Since March 14, when Spain decreed its lockdown, nearly all of its 8.3 million children have stayed indoors, unable to leave home as adults could, for shopping or to take the family dog for a walk.
Even when the strictest restrictions on non-essential workers were lifted 10 days ago, there was no change.
But last weekend, amid rising concern about the potential damage to health on the nation’s young, Prime Minister Pedro Sanchez said that while extending Spain’s lockdown into May, children would be allowed out for “limited” periods.
“It can’t come a moment too soon,” Raul Esgueva Sanz, a Spanish father of two said. “And we’re the lucky ones. Our kids have been handling this fairly well.
“Quite apart from the effect on the children, if you’ve got rebellious ones, it must make you want to jump out of the window.”
Sanchez hinted at a maximum age level of 12 for outings, which media reports say would be limited to 90 minutes and need to be accompanied by an adult.
Parks, currently closed, will remain out of bounds.
The government’s cautious approach comes as the effect of the coronavirus pandemic appears to be lessening in Spain, with fewer daily deaths reported.
But it still has the highest level of coronavirus-linked cases in Europe, now totalling over 200,000.
“We have to be very clear, children will be able to go out from Monday onwards, but it won’t be to play,” Spain’s health emergency chief, Fernando Simon, said on Monday.
To date, direct consequences for Spain’s youngest generations are relatively minimal.
As of April 20, only 1 percent of all confirmed male cases and 0.9 percent of all female cases were under 19, and there were no recorded fatalities.
Last week Maria Ordabas, head of Epidemiology in the Community of Madrid’s health services, urged greater reflection on “the role children have in transmitting the illness”.
A recent update from the Spanish Ministry of Health suggested that confinement could have contributed to the lower rates of infection among minors.
However, since March 24, hundreds of Spanish medical professionals have signed an open letter to PM Sanchez requesting that children’s rights should not be ignored in the coronavirus debate.
The mayor of Barcelona, Ada Colau, herself a mother, posted a heartfelt Facebook message to “free the children”.
“We’ve been handling it pretty well, we’re trying to keep organised and so on. But there’s still a lot of anxiety and distress and each time a couple of weeks is added to the lockdown, the sense of being overwhelmed is greater,” said Esgueva Sanz, the father of two.
Francesca Martin Garcia, a child psychologist and director of one of southern Spain’s foremost mental health centres said: “Children with stable families won’t notice the effects long term. But for those in conflictive situations, it can cause more severe damage, cases of anxiety, depression and so on.
“I’ve also had a lot of calls from parents with custody issues. Then there are possible cases of aggression and abuse, and right now there’s almost no way out of that.”
As for fears that children could raise levels of contagion, Martin Garcia argued that they could be addressed by “giving children information they need about the situation, safety protocols about minimising risks, and so on.
“Children can adapt a lot more quickly than adults and in many ways they are more responsible.”
The government is expected to announce the specific details this week, against a backdrop of a rising political storm over police handling of fake news.
On Sunday, a top director of the Guardia Civil police force said when monitoring hoax stories, the aim should be to “minimise negativity towards the government’s handling of the crisis”.
Interior Minister Fernando Grande-Marlaska subsequently said the police chief had “misspoken”.
The fallout, including the emergence of a police email seemingly confirming the order, has led to concerns about press freedom.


### WHAT IS EXPECTED:
Apart from the images, repeat the data below exactly as written.

### SOURCE INFORMATION:
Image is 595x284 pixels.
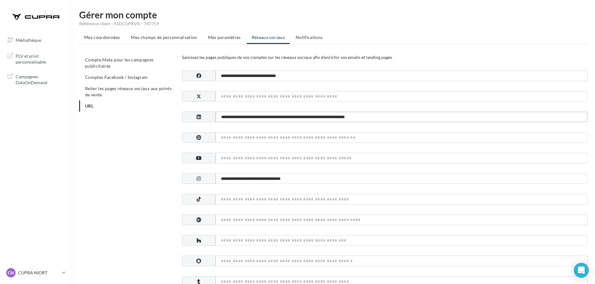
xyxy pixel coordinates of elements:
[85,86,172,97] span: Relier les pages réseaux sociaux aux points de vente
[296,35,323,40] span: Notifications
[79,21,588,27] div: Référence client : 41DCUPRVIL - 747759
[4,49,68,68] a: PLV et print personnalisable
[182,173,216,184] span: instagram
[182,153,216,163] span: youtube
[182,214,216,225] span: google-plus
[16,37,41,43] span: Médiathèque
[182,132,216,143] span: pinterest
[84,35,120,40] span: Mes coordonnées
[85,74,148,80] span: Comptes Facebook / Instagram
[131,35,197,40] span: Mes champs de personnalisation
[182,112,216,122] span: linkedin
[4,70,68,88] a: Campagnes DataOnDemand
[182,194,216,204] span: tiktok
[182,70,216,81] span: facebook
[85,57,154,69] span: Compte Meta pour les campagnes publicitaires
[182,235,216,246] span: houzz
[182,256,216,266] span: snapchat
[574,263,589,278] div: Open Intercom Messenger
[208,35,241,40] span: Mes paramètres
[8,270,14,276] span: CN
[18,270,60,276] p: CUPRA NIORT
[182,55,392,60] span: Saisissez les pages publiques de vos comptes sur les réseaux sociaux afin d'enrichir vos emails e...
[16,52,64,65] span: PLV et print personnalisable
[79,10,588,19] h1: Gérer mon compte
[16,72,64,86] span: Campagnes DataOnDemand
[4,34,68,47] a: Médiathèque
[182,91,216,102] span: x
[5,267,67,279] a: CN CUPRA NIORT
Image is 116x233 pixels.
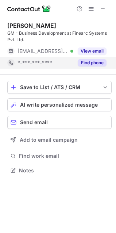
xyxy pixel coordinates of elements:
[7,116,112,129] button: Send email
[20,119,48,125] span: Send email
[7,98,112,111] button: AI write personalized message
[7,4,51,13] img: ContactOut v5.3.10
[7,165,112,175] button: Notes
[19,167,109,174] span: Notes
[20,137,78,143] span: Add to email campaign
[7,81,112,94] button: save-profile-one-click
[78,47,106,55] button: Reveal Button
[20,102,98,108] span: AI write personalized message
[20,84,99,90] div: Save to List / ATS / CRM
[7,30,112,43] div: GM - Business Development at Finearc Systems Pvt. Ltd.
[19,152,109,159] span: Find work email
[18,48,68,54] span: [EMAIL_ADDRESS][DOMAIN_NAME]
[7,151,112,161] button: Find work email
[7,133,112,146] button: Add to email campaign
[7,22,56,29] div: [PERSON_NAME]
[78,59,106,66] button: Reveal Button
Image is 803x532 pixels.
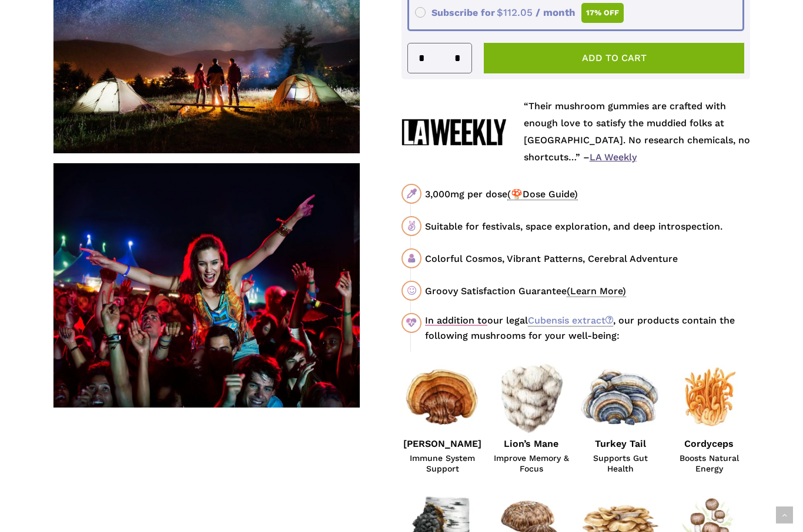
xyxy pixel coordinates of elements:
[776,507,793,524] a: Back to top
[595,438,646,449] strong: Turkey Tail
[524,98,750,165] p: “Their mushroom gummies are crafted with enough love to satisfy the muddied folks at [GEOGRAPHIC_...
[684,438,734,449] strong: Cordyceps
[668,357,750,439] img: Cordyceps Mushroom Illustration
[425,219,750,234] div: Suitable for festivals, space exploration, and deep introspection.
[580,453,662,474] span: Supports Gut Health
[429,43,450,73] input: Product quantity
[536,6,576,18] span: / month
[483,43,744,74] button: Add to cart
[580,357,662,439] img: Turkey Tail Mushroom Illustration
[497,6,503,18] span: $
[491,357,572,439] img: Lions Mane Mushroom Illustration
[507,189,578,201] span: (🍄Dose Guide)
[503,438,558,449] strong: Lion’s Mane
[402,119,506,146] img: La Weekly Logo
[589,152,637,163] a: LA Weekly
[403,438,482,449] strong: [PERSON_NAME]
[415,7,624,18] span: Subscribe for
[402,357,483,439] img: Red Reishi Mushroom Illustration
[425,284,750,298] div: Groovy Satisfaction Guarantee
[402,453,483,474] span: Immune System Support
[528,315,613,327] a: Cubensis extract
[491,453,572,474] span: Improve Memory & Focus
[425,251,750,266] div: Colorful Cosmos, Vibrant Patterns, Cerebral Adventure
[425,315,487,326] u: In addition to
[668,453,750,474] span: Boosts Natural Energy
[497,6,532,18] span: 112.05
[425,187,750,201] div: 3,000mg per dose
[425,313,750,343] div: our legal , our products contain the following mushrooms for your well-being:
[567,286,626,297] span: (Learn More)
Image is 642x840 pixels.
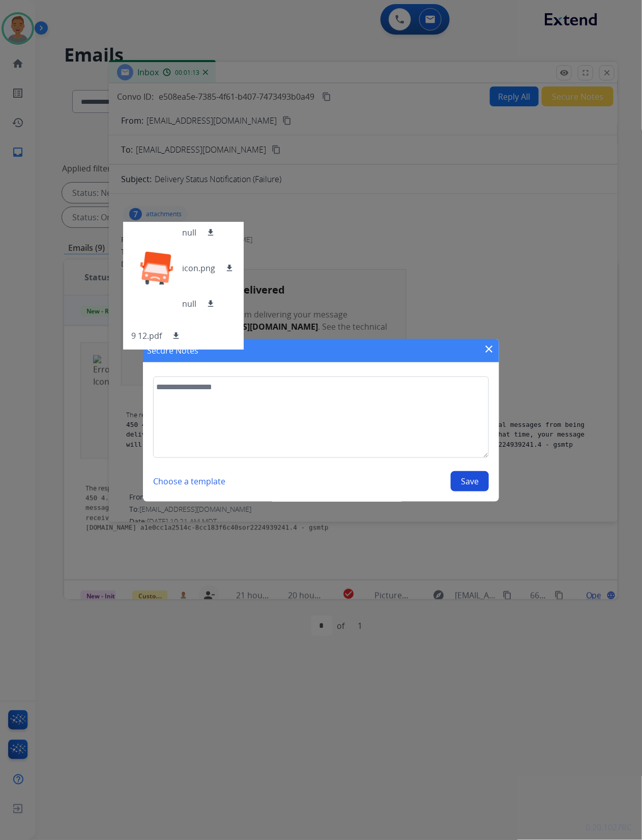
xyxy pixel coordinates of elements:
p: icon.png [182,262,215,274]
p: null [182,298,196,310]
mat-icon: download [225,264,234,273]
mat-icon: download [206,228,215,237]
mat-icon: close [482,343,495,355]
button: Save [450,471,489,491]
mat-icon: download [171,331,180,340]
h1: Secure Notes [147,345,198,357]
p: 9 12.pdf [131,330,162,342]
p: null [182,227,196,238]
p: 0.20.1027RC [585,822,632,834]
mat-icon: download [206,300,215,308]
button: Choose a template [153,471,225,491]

### EXERCISE RESPONSE:
Image is 595x284 pixels.
xyxy pixel coordinates of elements:
[85,86,172,97] span: Relier les pages réseaux sociaux aux points de vente
[296,35,323,40] span: Notifications
[79,21,588,27] div: Référence client : 41DCUPRVIL - 747759
[4,49,68,68] a: PLV et print personnalisable
[182,173,216,184] span: instagram
[182,153,216,163] span: youtube
[182,214,216,225] span: google-plus
[16,37,41,43] span: Médiathèque
[182,132,216,143] span: pinterest
[84,35,120,40] span: Mes coordonnées
[85,74,148,80] span: Comptes Facebook / Instagram
[131,35,197,40] span: Mes champs de personnalisation
[182,112,216,122] span: linkedin
[4,70,68,88] a: Campagnes DataOnDemand
[182,194,216,204] span: tiktok
[182,70,216,81] span: facebook
[85,57,154,69] span: Compte Meta pour les campagnes publicitaires
[182,235,216,246] span: houzz
[182,256,216,266] span: snapchat
[574,263,589,278] div: Open Intercom Messenger
[208,35,241,40] span: Mes paramètres
[8,270,14,276] span: CN
[18,270,60,276] p: CUPRA NIORT
[182,55,392,60] span: Saisissez les pages publiques de vos comptes sur les réseaux sociaux afin d'enrichir vos emails e...
[16,52,64,65] span: PLV et print personnalisable
[79,10,588,19] h1: Gérer mon compte
[16,72,64,86] span: Campagnes DataOnDemand
[4,34,68,47] a: Médiathèque
[182,91,216,102] span: x
[5,267,67,279] a: CN CUPRA NIORT
Image is 116x233 pixels.
xyxy pixel coordinates of elements:
[7,116,112,129] button: Send email
[20,119,48,125] span: Send email
[7,98,112,111] button: AI write personalized message
[7,4,51,13] img: ContactOut v5.3.10
[7,165,112,175] button: Notes
[19,167,109,174] span: Notes
[20,137,78,143] span: Add to email campaign
[7,81,112,94] button: save-profile-one-click
[78,47,106,55] button: Reveal Button
[20,102,98,108] span: AI write personalized message
[20,84,99,90] div: Save to List / ATS / CRM
[7,30,112,43] div: GM - Business Development at Finearc Systems Pvt. Ltd.
[19,152,109,159] span: Find work email
[18,48,68,54] span: [EMAIL_ADDRESS][DOMAIN_NAME]
[7,151,112,161] button: Find work email
[7,133,112,146] button: Add to email campaign
[7,22,56,29] div: [PERSON_NAME]
[78,59,106,66] button: Reveal Button
Image is 803x532 pixels.
xyxy pixel coordinates of elements:
[776,507,793,524] a: Back to top
[595,438,646,449] strong: Turkey Tail
[524,98,750,165] p: “Their mushroom gummies are crafted with enough love to satisfy the muddied folks at [GEOGRAPHIC_...
[684,438,734,449] strong: Cordyceps
[668,357,750,439] img: Cordyceps Mushroom Illustration
[425,219,750,234] div: Suitable for festivals, space exploration, and deep introspection.
[580,453,662,474] span: Supports Gut Health
[429,43,450,73] input: Product quantity
[536,6,576,18] span: / month
[483,43,744,74] button: Add to cart
[580,357,662,439] img: Turkey Tail Mushroom Illustration
[497,6,503,18] span: $
[491,357,572,439] img: Lions Mane Mushroom Illustration
[507,189,578,201] span: (🍄Dose Guide)
[503,438,558,449] strong: Lion’s Mane
[402,119,506,146] img: La Weekly Logo
[589,152,637,163] a: LA Weekly
[403,438,482,449] strong: [PERSON_NAME]
[415,7,624,18] span: Subscribe for
[402,357,483,439] img: Red Reishi Mushroom Illustration
[425,284,750,298] div: Groovy Satisfaction Guarantee
[402,453,483,474] span: Immune System Support
[528,315,613,327] a: Cubensis extract
[491,453,572,474] span: Improve Memory & Focus
[425,251,750,266] div: Colorful Cosmos, Vibrant Patterns, Cerebral Adventure
[425,315,487,326] u: In addition to
[668,453,750,474] span: Boosts Natural Energy
[497,6,532,18] span: 112.05
[425,187,750,201] div: 3,000mg per dose
[425,313,750,343] div: our legal , our products contain the following mushrooms for your well-being:
[567,286,626,297] span: (Learn More)
Image is 642x840 pixels.
xyxy pixel coordinates of elements:
p: icon.png [182,262,215,274]
p: null [182,298,196,310]
mat-icon: download [225,264,234,273]
mat-icon: download [206,228,215,237]
mat-icon: close [482,343,495,355]
button: Save [450,471,489,491]
mat-icon: download [171,331,180,340]
h1: Secure Notes [147,345,198,357]
p: 9 12.pdf [131,330,162,342]
p: null [182,227,196,238]
p: 0.20.1027RC [585,822,632,834]
mat-icon: download [206,300,215,308]
button: Choose a template [153,471,225,491]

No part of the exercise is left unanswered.